Where’s the Soap?

by Rick Johansen

My timelines on twitter and Facebook were heavily cluttered last week with snippets about EastEnders. Some of it was virulent too. The cast can’t act, the story lines are unbelievable, it’s just so miserable. All of this may well be true, but in the world of soaps, aren’t they all?

Coronation Street is much nicer, apart from those grisly shootings, tram accidents, messy divorces and Len Fairclough’s unfortunate swimming pool incident. Actually, the latter may have been in real life. It’s so hard to tell. And Emmerdale, with its Lockerbie storyline featuring scores of stuffed upside down sheep and ludicrous characters played by actors who can’t act. But all soaps have actors who can’t act. I have not seen Corrie for years but the bloke who played Albert Tatlock couldn’t act, neither could Bernard Youens who played bin man Stan Ogden.

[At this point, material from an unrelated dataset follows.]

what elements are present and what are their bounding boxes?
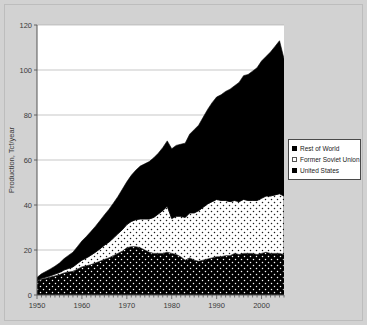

And I have no wish to see Corrie ever again.

I have seen short segments of Downton Abbey, which comes across like a Poundshop Upstairs Downstairs, but soaps are, I have concluded, for people who have too much time on their hands of an evening. (I of course don’t have too much time on my hands when I watch hour upon hour of sport.)

But what I really miss is Eldorado.

Eldorado, you may remember, was a soap based in Spain. It revolved round a group of ex pat Brits and some locals. I loved it from the start, especially all that sunshine on a dark winter’s day, although the story lines and acting left something to desire to begin with. The ratings were dire at the start and heads rolled in terms of actors, writers and producers and slowly the show began to improve. And within very little time at all, some 8 million people were watching. There was, of course, much criticism from the media (especially the Murdoch press, who saw an open goal to attack their hated BBC) and even from within the BBC where DJ Terry Wogan regularly piled in to have a pop at the show.

The show had really turned the corner when the BBC decided to scrap the show. There was a small campaign to save it but the BBC wanted to put it behind them and move on to something else.

That was the end of my soap watching forever. I had long given up on Corrie, never really got into EastEnders and saw Emmerdale as a TV version of the Archers, but for working class people. I didn’t exactly make a conscious decision to abandon soap but the very thought of watching the same programme with the same characters several times a week for the rest of my natural fills me with dread.

But if the BBC brings back Eldorado, I might just be available in my armchair.